Telepaths Don't Need Safewords, by Cecilia Tan
Telepaths Don’t Need
Safewords
    “ Age of Majority”
Ebook Edition
    by Cecilia Tan

    Circlet Press, Inc.
    Cambridge, MA
    Copyright Information:
    Telepaths
Don’t Need Safewords and other stories
    Copyright
© 1991, 1992, 2009 by Cecilia Tan
    Original
Cover Art © 1992 by D. Cameron Calkins

    All
Rights Reserved

    Originally
printed in chapbook form, March 1992. Released in ebook form in
November 2009.

    This
ebook edition does not replicate the original printed book. It
contains the same stories but does not have the same introduction or
other matter. It was prepped for upload in-house at Circlet Press and
then converted to multiple ebook formats by the Smashwords
"Meatgrinder."

    Published
by
    Circlet
Press, Inc.
    39
Hurlbut Street
    Cambridge,
MA 02138

    www.circlet.com

    Please
do not support online piracy of copyrighted works. Copies of this
ebook may be purchased through the Amazon Kindle Store, Fictionwise,
Barnes & Noble.com, Scribd, Smashwords, All Romance eBooks, and
many other online sites, as well as from the publisher s own site at
circlet.com.
    Selected Other Titles also by Cecilia Tan

    Edge Plays
    Royal Treatment
    The Siren and the Sword (Magic University, Book One)
    The Hot Streak
    Mind Games
    White Flames
    Black Feathers
    The Velderet
    Contents

    Introduction
    Telepaths Don’t Need Safewords
    Cat Scratch Fever
    Heart’s Desire
    About the Author
    Introduction

    I
know it is hard to believe, but Telepaths Don’t Need
Safewords is now 18 years old.
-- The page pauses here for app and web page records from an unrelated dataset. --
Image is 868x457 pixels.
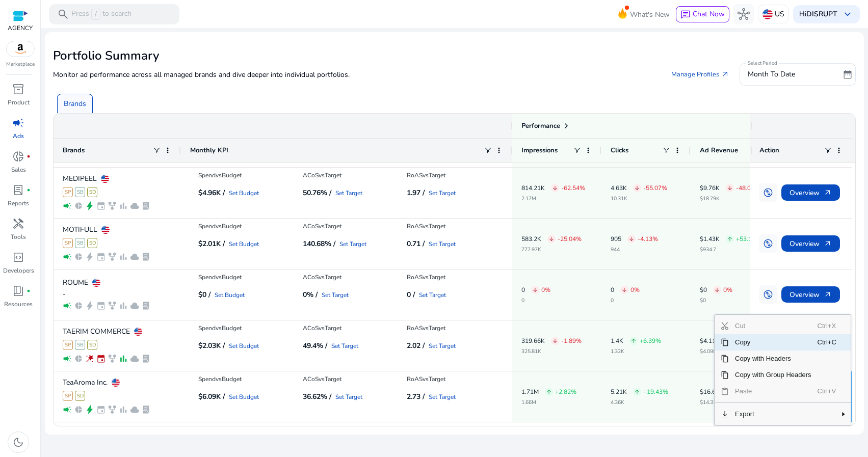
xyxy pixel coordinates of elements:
p: 583.2K [522,236,541,242]
button: swap_vertical_circle [759,184,777,202]
span: arrow_upward [726,236,733,242]
p: +6.39% [639,338,661,344]
h5: 0% / [303,292,318,299]
button: chatChat Now [676,6,729,22]
span: vs [423,375,428,383]
span: arrow_downward [552,185,558,191]
span: arrow_upward [634,389,640,395]
p: 0 [522,298,550,303]
p: $1.43K [700,236,719,242]
img: us.svg [101,175,109,183]
span: arrow_downward [552,338,558,344]
p: Marketplace [6,60,34,68]
p: MEDIPEEL [62,175,97,182]
span: Ctrl+X [818,318,839,334]
span: bolt [85,405,94,414]
p: -62.54% [561,185,585,191]
span: event [96,301,105,311]
span: arrow_outward [721,70,729,79]
p: $16.62K [700,389,723,395]
p: ROUME [62,279,88,286]
span: swap_vertical_circle [763,238,773,249]
span: vs [318,324,325,332]
a: Set Budget [229,190,259,196]
p: 814.21K [522,185,545,191]
span: dark_mode [12,436,25,449]
span: bolt [85,301,94,311]
img: us.svg [111,378,120,387]
span: donut_small [12,150,25,163]
span: vs [318,273,325,281]
span: SB [75,187,85,197]
a: Manage Profiles [663,65,738,83]
p: -4.13% [637,236,658,242]
span: vs [423,273,428,281]
p: 5.21K [611,389,627,395]
span: bar_chart [118,301,128,311]
p: MOTIFULL [62,226,97,233]
span: vs [423,324,428,332]
h5: 0 / [407,292,415,299]
span: Export [728,406,818,423]
span: pie_chart [74,252,83,261]
span: Target [325,171,341,179]
span: campaign [62,405,72,414]
span: SP [62,340,73,350]
span: Ctrl+V [818,383,839,400]
span: Spend [198,324,215,332]
span: Target [428,273,445,281]
span: Target [325,375,341,383]
span: SP [62,187,73,197]
button: swap_vertical_circle [759,234,777,253]
span: family_history [107,354,116,363]
h2: Portfolio Summary [53,48,855,63]
p: +19.43% [643,389,668,395]
span: bolt [85,201,94,210]
span: family_history [107,252,116,261]
span: Paste [728,383,818,400]
a: Set Target [335,190,362,196]
span: ACoS [303,324,318,332]
p: $4.09K [700,349,757,354]
span: chat [680,10,691,20]
span: campaign [62,201,72,210]
span: ACoS [303,222,318,231]
span: SB [75,340,85,350]
span: cloud [130,405,139,414]
span: lab_profile [141,301,150,311]
a: Set Target [335,394,362,400]
p: -1.89% [561,338,581,344]
span: Impressions [522,146,557,155]
p: 0 [611,298,639,303]
span: SP [62,238,73,248]
a: Set Target [331,343,358,349]
span: arrow_outward [824,189,832,197]
span: hub [738,8,750,20]
span: family_history [107,201,116,210]
h5: $0 / [198,292,210,299]
h5: 36.62% / [303,393,331,400]
span: fiber_manual_record [27,154,31,158]
span: arrow_downward [621,287,628,293]
mat-label: Select Period [747,60,777,67]
h5: 49.4% / [303,342,327,350]
h5: 140.68% / [303,240,335,247]
span: bar_chart [118,252,128,261]
a: Set Budget [229,394,259,400]
h5: 2.73 / [407,393,424,400]
span: ACoS [303,375,318,383]
p: 0 [522,287,525,293]
p: $14.37K [700,400,764,405]
span: Budget [222,171,242,179]
span: Budget [222,222,242,231]
span: pie_chart [74,354,83,363]
a: Set Target [428,394,456,400]
span: SD [87,187,97,197]
p: $9.76K [700,185,719,191]
span: campaign [62,252,72,261]
span: arrow_downward [726,185,733,191]
span: RoAS [407,273,423,281]
h5: $6.09K / [198,393,225,400]
div: Context Menu [714,314,851,426]
span: vs [318,222,325,231]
Yes, that’s right, people
who were born when the story was are now old enough to read it.
Scary.
    The story had its
initial release into the wild in 1991, onto an Internet newsgroup
called alt.sex.bondage. The reaction to the story, which was posted
in four separate parts, because in those days of the early text-based
Internet a thousand words was considered a long post, was
overwhelmingly positive. I decided perhaps a printed version was in
order.
    But
once I had decided on a printed version, I decided to go all the way
with it, and start a whole publishing house. I went out and got a PO
Box, an ISBN prefix, and a Very Big Stapler.
    Yes,
I hand-stapled those first 100 printed copies of Telepaths, on the
floor of my Boston apartment. Why the floor? Because the apartment
was too small to have a table, and my desk was taken up with my
computer.
    The
rest, as they say, is history. I sold out of copies at the first
convention I brought them to, Lunacon in Rye, New York, in March
1992. The second printing was done at a commercial printer, 500
copies. Then a thousand. Then two thousand.
    In
the meantime, Circlet Press had begun to take off, too. What was then
a ground-breaking idea, to combine the erotic with sf/fantasy,
excited many readers and writers besides me, and the press grew to a
peak of at one point doing 10-12 trade paperbacks per year.
    Then
came the “returns crisis,” the bankruptcy of our
distributor, 4500 independent bookstores went out of business over a
span of just a few years, leaving us with only 500, then our next
distributor went belly up, and so on. Circlet’s output trickled
to near zero. We had to beg for donations to print Best Fantastic
Erotica in 2006.
    But
a funny thing happened. Although the book retail and book printing
world has gone through massive upheaval and decline over the past 18
years, writers and readers didn’t change all that much, and the
changes that did come were for the better. Readers opened their minds
to more combinations of the erotic with the fantastic. The genre of
paranormal romance was born and has become the dominant category in
romance right now, spilling over into other genres like young adult
(Twilight) and traditional fantasy and science fiction (The Last
Hawk, Sebastian, and many more). But with the bookstores dwindling
and the big chain bookstores clueless about what readers actually
want, the readers turned to the place they originally found stories
like “Telepaths Don’t Need Safewords.”